Many sensors used in science and industry are slow to respond to changes in their environment. In order to calibrate these kind of sensors against a standard reference, many calibration programs set arbitrarily long equilibrium periods during which data is logged. Each sensor is deemed to have approached equilibrium to a sufficient degree to utilize an average of an arbitrary number of the "last" readings in an appropriate curve fitting procedure that maps what the sensor measures against the standard reference. The standard reference could be temperature, or pressure, or humidity, or any primary quantity.
An examination of plotted results for these typical calibrations often reveals significant residual slopes in the data indicating that sensors are not all that close to equilibrium for the last data set used. An alternative method is presented here that solves for the equilibrium condition based on the entire equilibrium logging period. The equilibrium conditions for each sensor, instead, are then fed to the curve fitting procedure in the normal manner. The results are sensor coefficients that produce engineering units in the field that better indicate equilibrium conditions.
Calibrating Slow, Exponential Sensors
The Problem
The Solution
For this method to work, sensors are presumed to be "exponential" - that is they obey the relation:
Y = Ye - [ (Ye - Yo) e-ct]
where
Y is the measured quantity
Ye is the final, equilibrium (asymtotic) value of the measured quantity
Yo is the beginning value of the measured quantity
c is the sensor's equilibrium time constant
t is time
Ye is the final, equilibrium (asymtotic) value of the measured quantity
Yo is the beginning value of the measured quantity
c is the sensor's equilibrium time constant
t is time
This behavior is depicted above noting that the actual data is often noisy but closely follows the curve indicated.
The (Ye - Yo) term can be regarded as the local perturbation of each sensor at each standard reference set point.
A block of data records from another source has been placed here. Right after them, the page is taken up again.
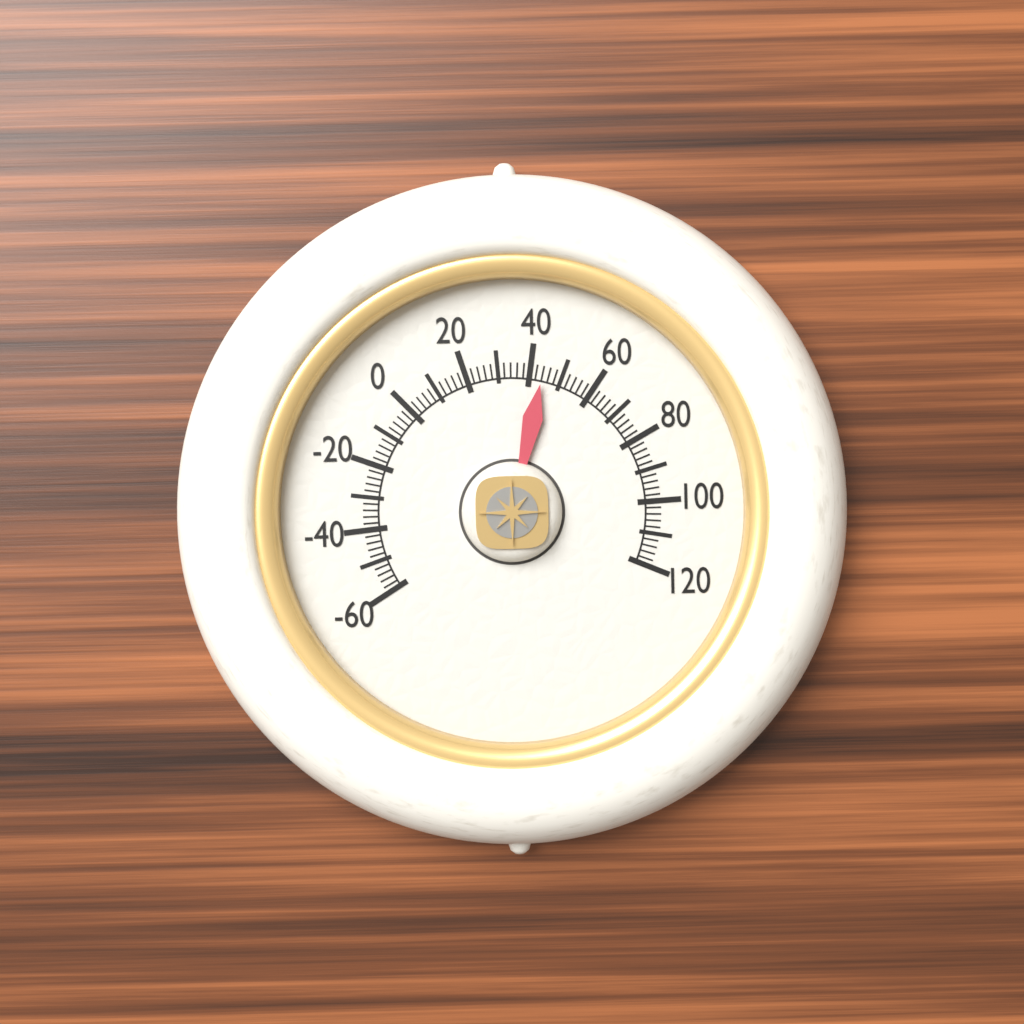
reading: 44 (no unit)
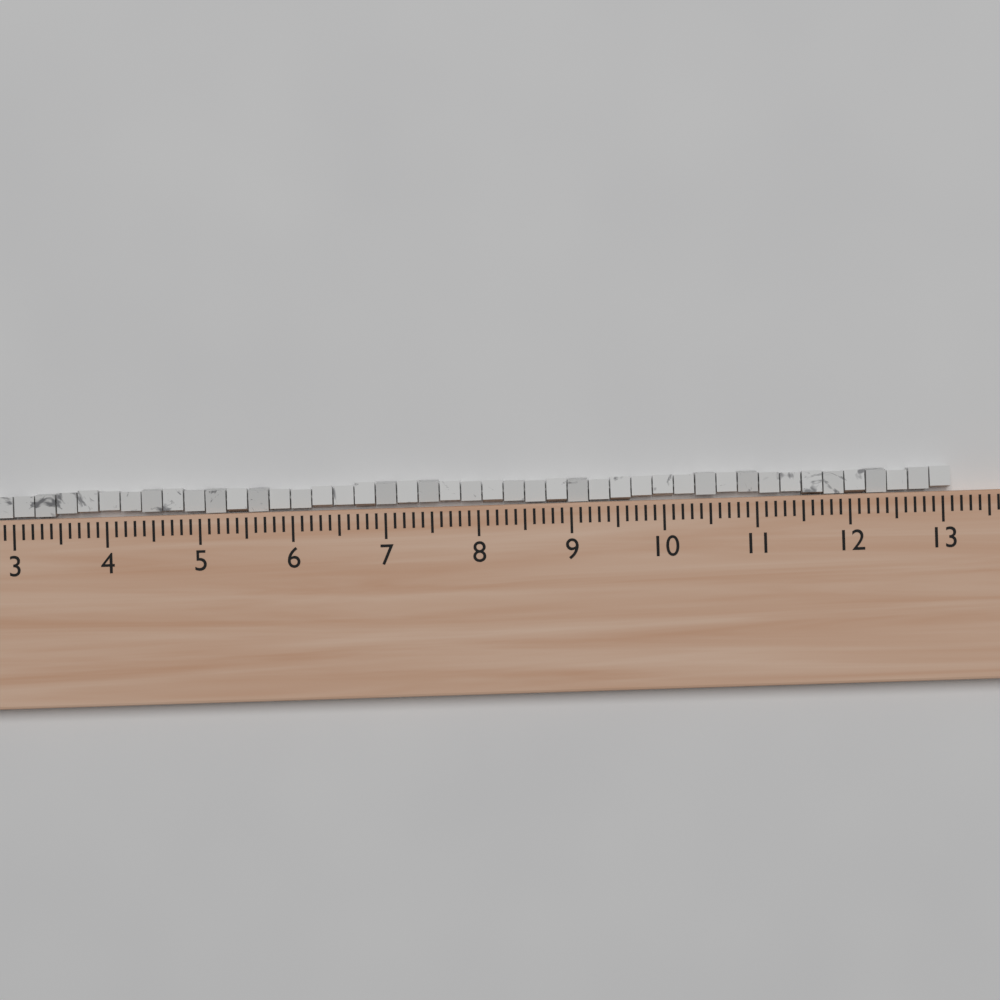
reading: 13.1 (no unit)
Each sensor, then has its own unique values of Ye, Yo and c.
Solving for Ye (the equilibrium sensor value of interest):
Y' = c (Ye - Yo) e-ct
Y'(0) = c (Ye - Yo)
Y'' = - c² (Ye - Yo) e-ct
Y''(0) = - c² (Ye - Yo)
Y'(0) = c (Ye - Yo)
Y'' = - c² (Ye - Yo) e-ct
Y''(0) = - c² (Ye - Yo)
therefore
- (Y')² +Yo
Ye = ————————————
Y''
Ye = ————————————
Y''
with
c = - Y''(0) / Y'(0)
andYo = Y(0)
Fitting an exponential function by the method of least squares to the data, solves for the three characterizing values for each sensor at each standard reference set point. Finally, the results for Ye are used in whatever curve fitting procedure is normally used to produce sensor coefficients.